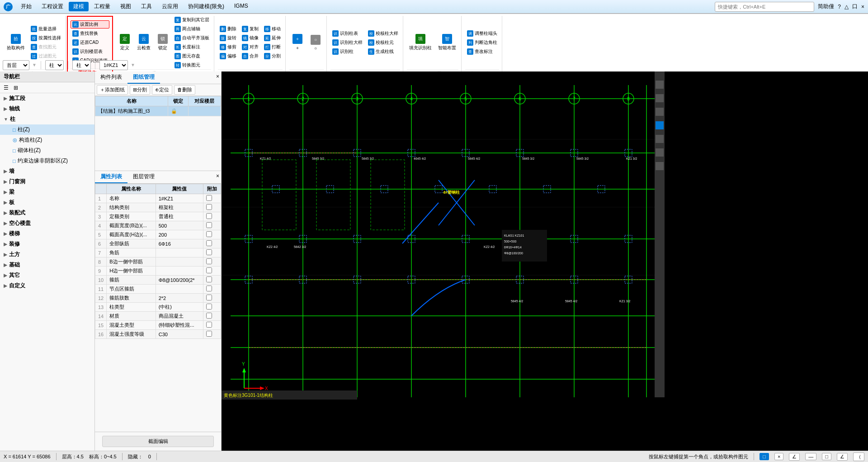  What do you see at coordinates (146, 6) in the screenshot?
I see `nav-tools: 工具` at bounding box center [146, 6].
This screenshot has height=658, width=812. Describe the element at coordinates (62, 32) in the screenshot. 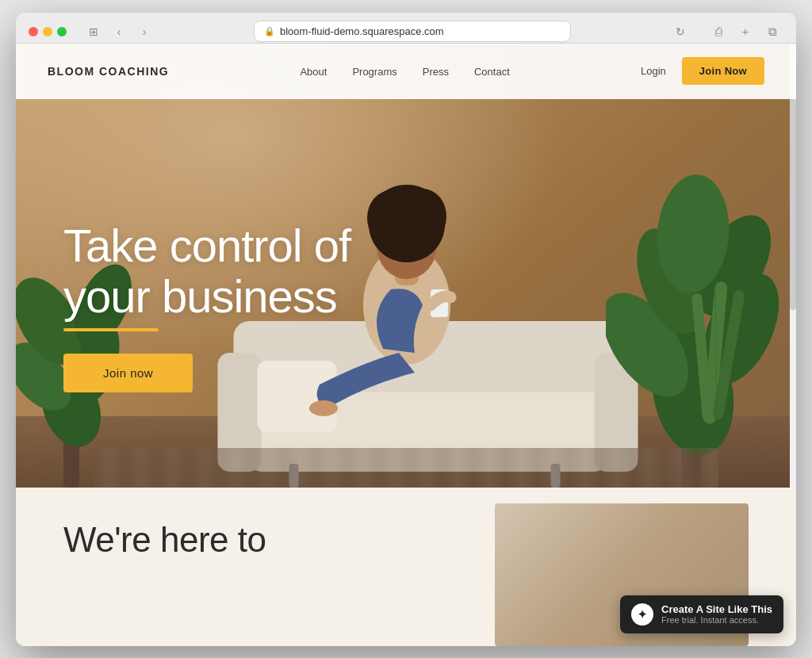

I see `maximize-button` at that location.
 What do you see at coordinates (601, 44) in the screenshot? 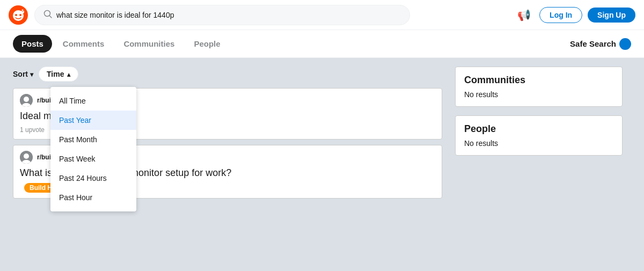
|---|
Task to complete - Omit the pictures and write out the lines above from the one with "This screenshot has" through the last, unchanged.

Exercise response -
This screenshot has height=658, width=812. Describe the element at coordinates (62, 32) in the screenshot. 

I see `maximize-button` at that location.
 What do you see at coordinates (601, 44) in the screenshot? 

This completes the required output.